Waiting. We spend a great deal of time waiting. We wait in lines, we wait at traffic lights, we wait in doctors’ offices. We wait for things to happen. We wait for things to change. We wait for healing to come. We wait for decisions to be made. We wait.
Often our waiting is out of our control. We have no choice but to wait. Often our tendency is to fight the waiting because waiting is difficult.
It is easy to get focused on the thing for which we are waiting, even when we cannot control it. Sometimes it feels as if there is a jury out deliberating and we have no idea which way things are leaning, or how long it will be before we hear the verdict.
The Bible talks about how even creation waits. Paul describes it in Romans this way: “The created world itself can hardly wait for what’s coming next. Everything in creation is being more or less held back. God reins it in until both creation and all the creatures are ready and can be released at the same moment into the glorious times ahead.” (Romans 8:18-21 MSG)
He goes on to compare the waiting to a pregnancy. “That is why waiting does not diminish us, any more than waiting diminishes a pregnant mother. We are enlarged in the waiting. We, of course, don’t see what is enlarging us. But the longer we wait, the larger we become, and the more joyful our expectancy.” (Romans 8:22-25 MSG)
“We are enlarged in the waiting…” I suppose that the waiting can be a good thing. Our expectancy increases while we wait. If everything came quickly and easily, how much would we appreciate it? How much would we grow?
In Hannah Hurnard’s classic allegory, “Hinds’ Feet on High Places,” there is a point while on the journey to the High Places, the main character, Much-Afraid, is led down a path that seems to contradict the journey she is on with the Shepherd. The promise is that he will take her to the High Places, but this path before them leads away from them.
The words the Shepherd spoke to her were profound. He said, “No, it is not a contradiction, only a postponement for the best to become possible.” (1)
He is God and we are not. In our finite and impatient minds, we often shoot for instant gratification, but what if in the waiting, we are changed for the better? What if in the waiting our Shepherd is only postponing things just a bit so that His best becomes possible?
Waiting is often difficult. We can embrace it with hope, or we can fight it. The promise however is this, “The moment we get tired in the waiting, God’s Spirit is right alongside helping us along. If we don’t know how or what to pray, it doesn’t matter. He does our praying in and for us, making prayer out of our wordless sighs, our aching groans. He knows us far better than we know ourselves, knows our pregnant condition, and keeps us present before God. That’s why we can be so sure that every detail in our lives of love for God is worked into something good.” (Romans 8:26-28 MSG)
1) Hannah Hurnard, “Hinds’ Feet on High Places,” Living Books, Tyndale House, 1975, Page 82.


• TASK DESCRIPTION:
Please repeat exactly the lines from the one containing "This screenshot has width=378, height=202." through the last line of the records below, both included, and leave out any pictures.

++++++

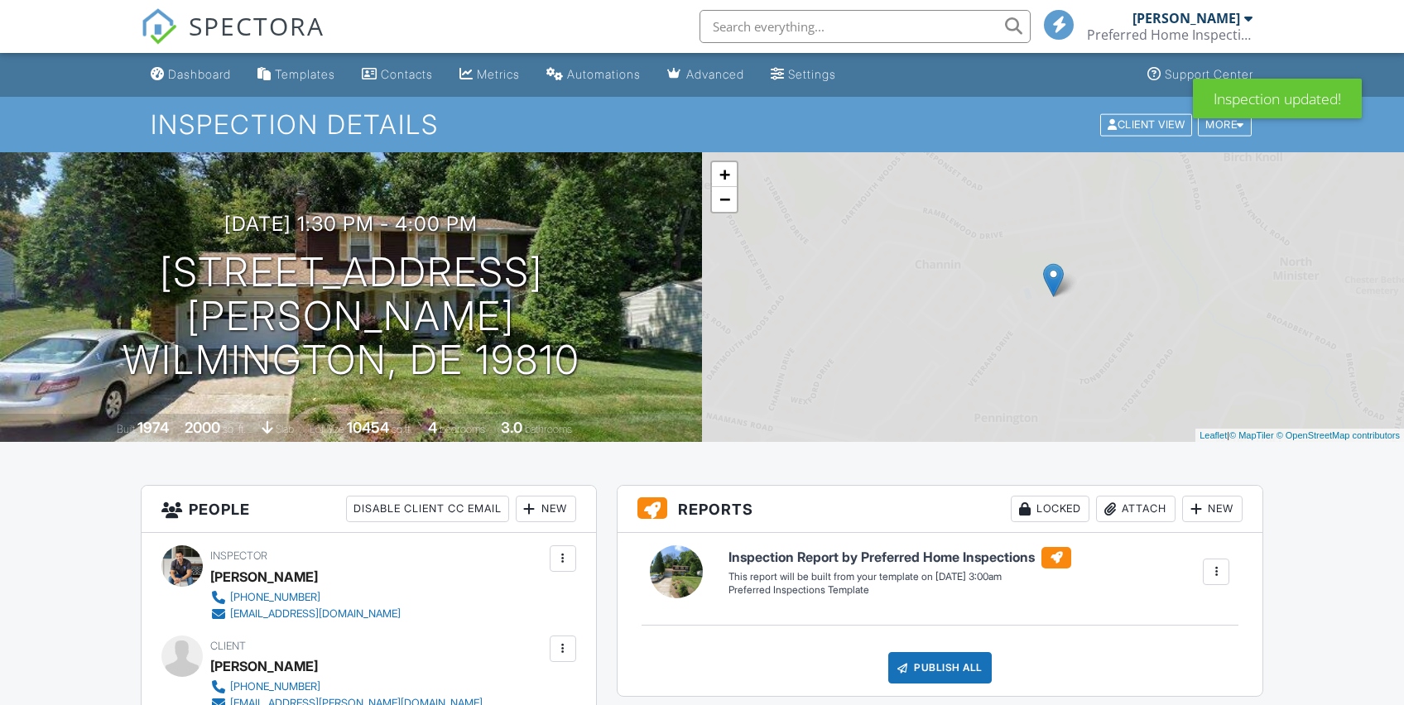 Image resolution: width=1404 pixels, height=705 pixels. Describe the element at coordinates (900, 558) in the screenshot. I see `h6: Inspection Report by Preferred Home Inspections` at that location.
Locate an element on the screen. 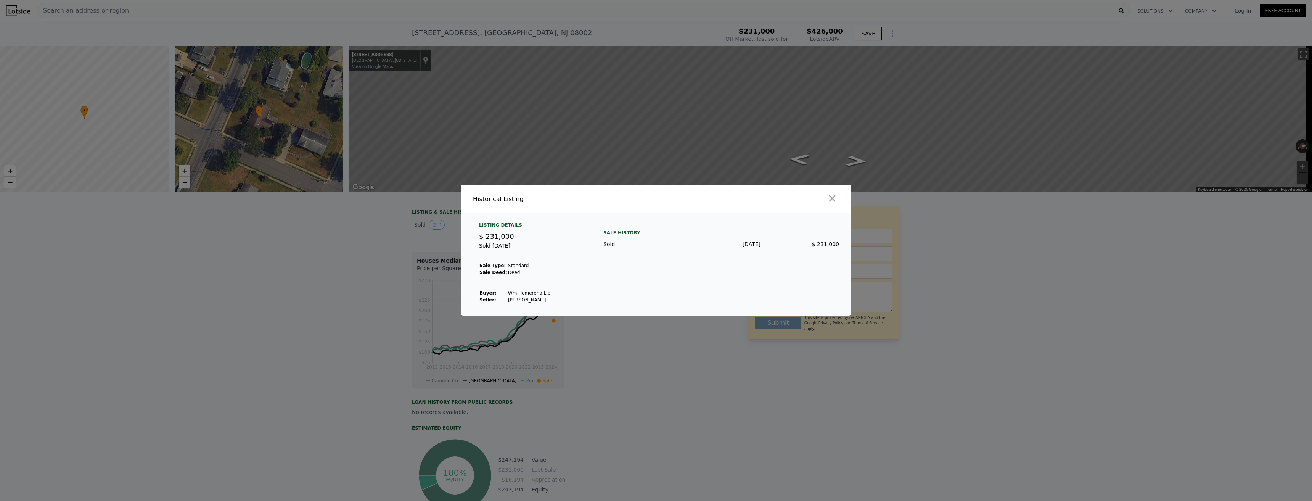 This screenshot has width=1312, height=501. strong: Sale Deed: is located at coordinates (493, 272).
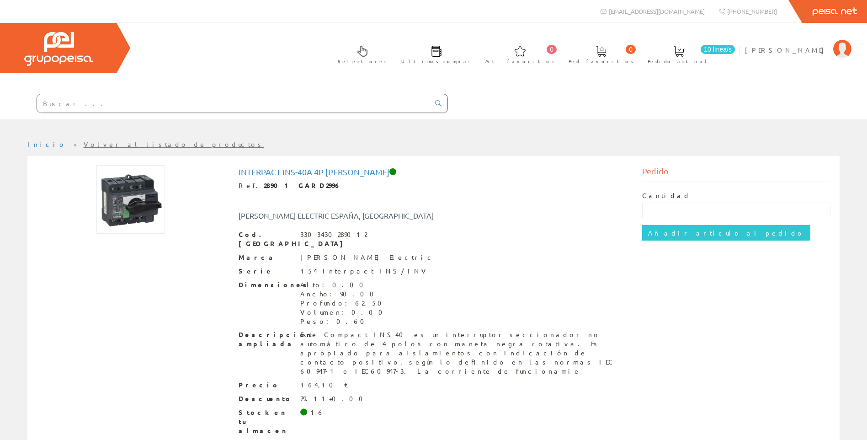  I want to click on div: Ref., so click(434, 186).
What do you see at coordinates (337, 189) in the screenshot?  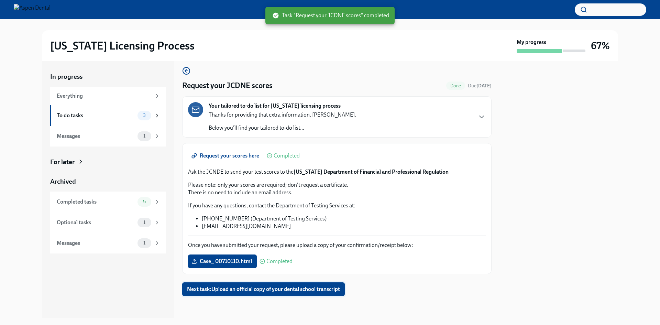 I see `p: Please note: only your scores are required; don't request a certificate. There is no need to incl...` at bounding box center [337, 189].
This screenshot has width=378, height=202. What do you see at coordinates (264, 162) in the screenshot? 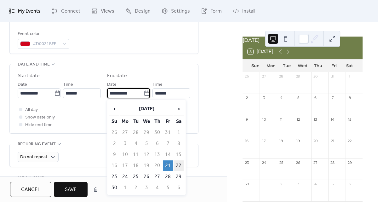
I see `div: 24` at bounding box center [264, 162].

++++++

• TASK SOLUTION:
This screenshot has width=378, height=202. What do you see at coordinates (264, 162) in the screenshot? 
I see `div: 24` at bounding box center [264, 162].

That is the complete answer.